Sunday, 20 January 2013

Lost years become decade, and then a generation

Japan, which started on the skids 15 years before the rest
of the West, is our guiding light. They've bailed out their
economy and their banks. They've bailed out big zombie
companies.


[moral hazard. Japanese Banksters' kids playing with toys, Ferraris]

Their jobs have left for China. Birth rates are down and
people are getting poorer. But, Japan has refused to give
in to reality.


CRAPTASTIC "Reira! got me on ma knees"

That's great. Get ready for another 15 years of bullcrap for
the rest of us.
Retiring soon? don't
finishing school? get another degree
working 2 jobs? get a third
got skills? move to China or Saudi

need more room for your Chinese products? 
get a smaller home
-that's only because you can't afford your rent any more,
having lost your mortgage too.

what I'm saying is: our elected leaders have already
marked out the post 2008 decade as a zero sum gain, at best.

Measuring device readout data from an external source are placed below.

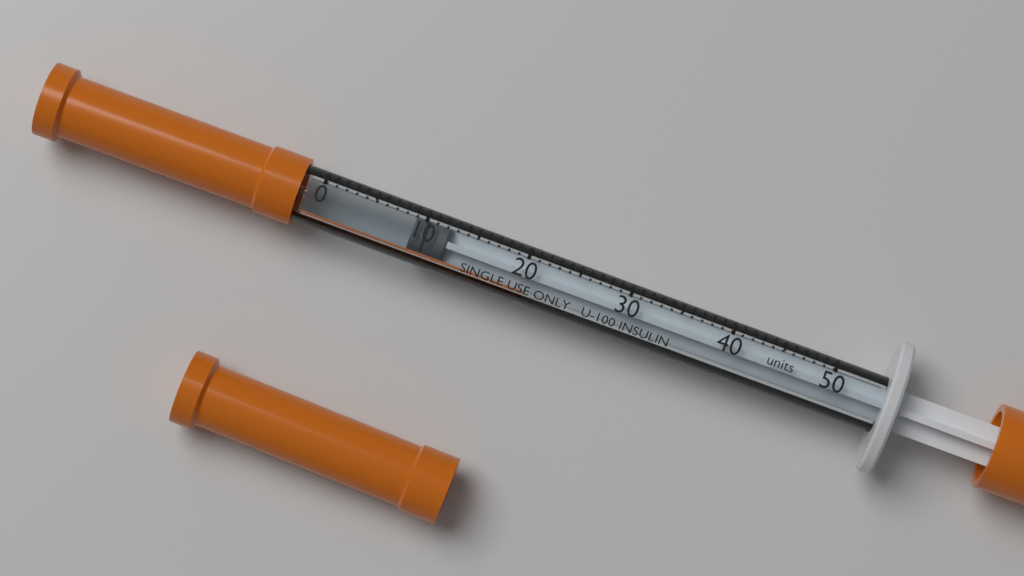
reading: 9 units
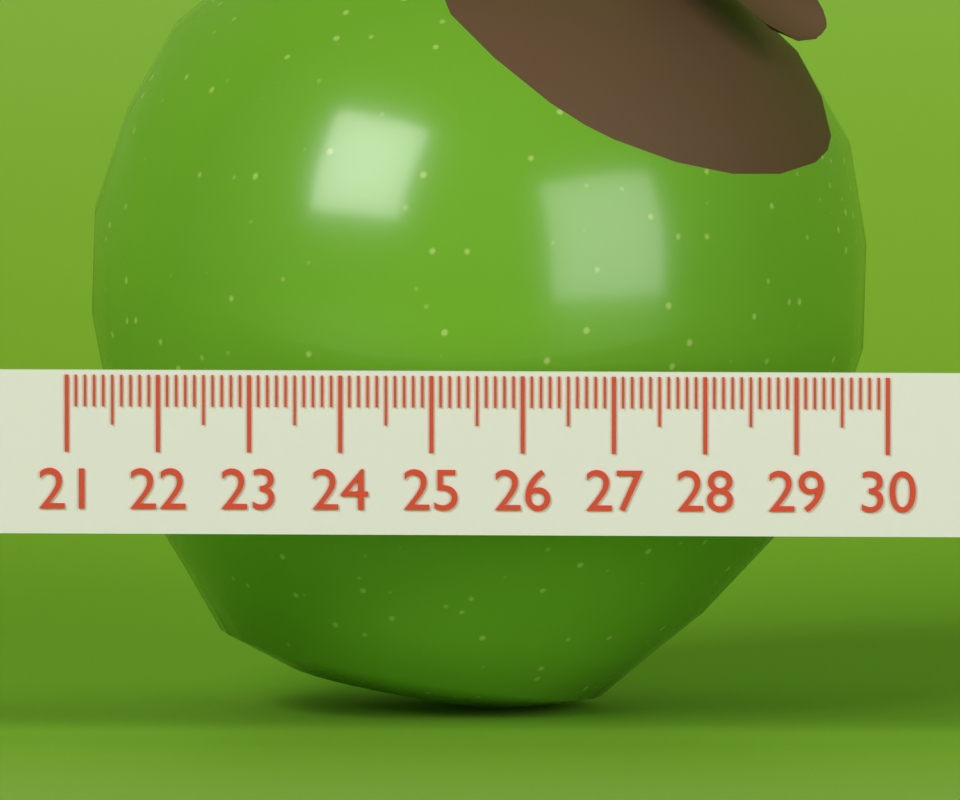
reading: 29.6 (no unit)
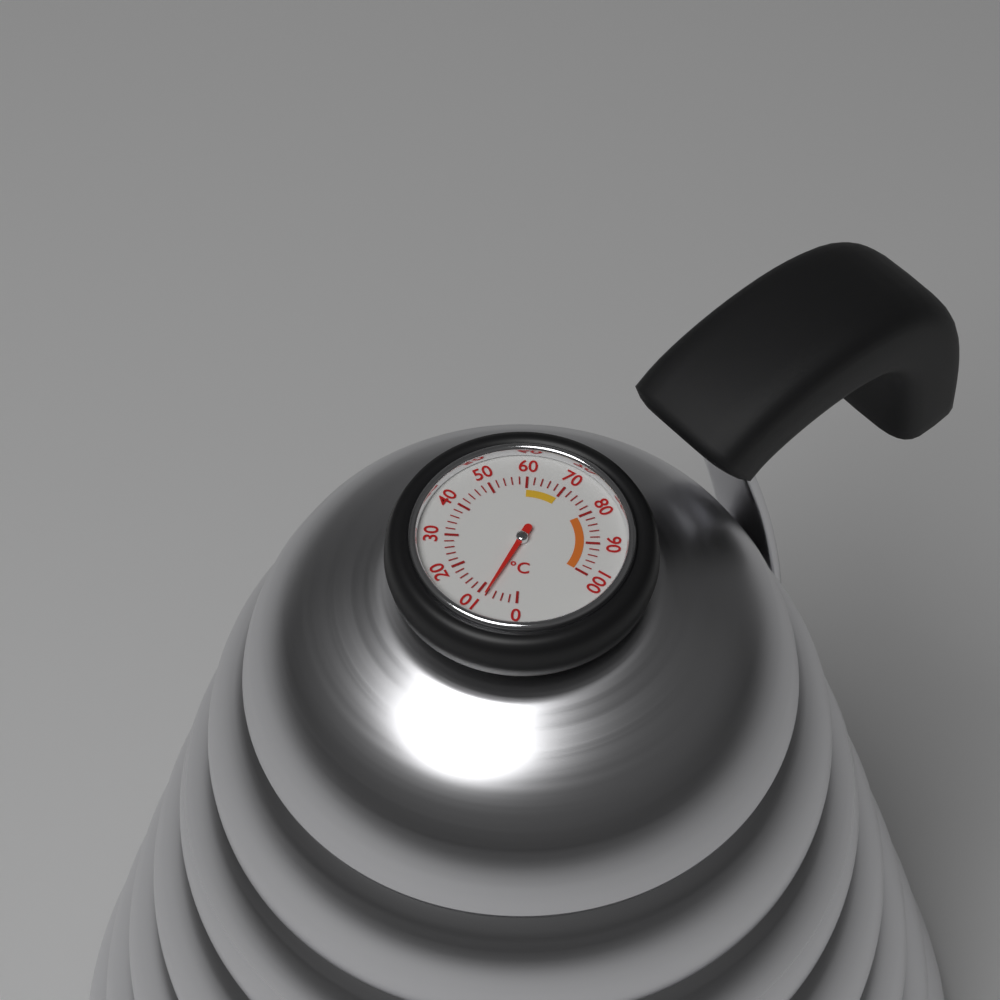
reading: 8 °C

They're only doing that because they don't want to bring
the banks to heal, even between election campaigns.
They'd rather ruin every one the social democratic habits
we had, and have built for us, as a society. It will all be
privatised and we're going back to the Middle Ages.
How's your gardening, paisan?

But, there's hope, from a hedge fund manager! Ain't things
screwed up enough?
Anyway, Kyle Bass seems to think that Japan will implode
in 3-5 years. The only hope is that the other big Western
countries will not have enough wiggle room to get their
banking untangled by then, which will make the whole
Wicker Man globalised system burn up.

I'll explain the wiggle room conundrum. It's akin to a
Mexican standoff, with everybody holding their guns,
butt nobody can act because of the risk to themselves.
That's this vaunted globalised financial market. It's
ready-aye-ready for mass financial hari-kiri. So, if
the West pulls out of its Japanese investments too
quickly, Japan goes tits-up, and then every other
Western country goes tits-up.
[bad for everybody, short term, but then the Debt
Austerity Olympics will have ended.]
China & India are withdrawing from Dollar World,
with its Treasury paper & derivatives,
but oh, so slowly, as to not harm their remaining
investments.

So, 3-5 years for the Bonfire of the Financials. Stock
up on wood for heating.

Read 'em and weep: Mish

Kyle Bass on the End of the Debt Supercycle and a Coming Massive Devaluation of the Yen; Most Difficult Time to Invest; The Belief Bubble

Late last month, Kyle Bass, managing partner of Hayman Capital, shared his thoughts in a video at the University of Virginia Darden School of Business Investing Conference with Professor Ken Eades.
It is a fantastic interview that echoes many of the things I have been saying about Japan for quite some time.

Link if video does not play: Conversation with Kyle Bass
Interview Snips

...    A lot has happened in Japan in the last 12 months. In fact, in the last 2 months we believe Japan has crossed that proverbial Rubicon. We think that you've seen 20 years of conjecture regarding Japan's eventual demise. And now we see a point where, in the last couple months what you see is a continued deterioration in their balance of trade. It's actually running at about negative $100 billion or close to 10 trillion Yen. And we think given this resurgence of Chinese nationalism over the Senkaku crisis [disputed islands], you're going to see that move another 1.5 to 2 percent or another $100 billion. Put that in perspective. What that means is we could see full current account negativity in Japan in October. That's something nobody is ready for.

    Think about it. You have a secular decline in the population, you have a balance of trade that is literally being rewritten and falling off a cliff, and their GDP is now tracking negative 3.5 or 4 percent.

    So what has to happen in Japan. Now their backs are against the wall. They have a full crisis, and they absolutely have to change the manner in which they deal with their currency. And so we think over the last couple of months they have crossed the final Rubicon that turns the whole situation around and weakens the Yen from a currency perspective. Then you are going to start to see, we think, in the next 12-18 months a move in their rates.
    Basically Japan is entering its final checkmate phase of the game.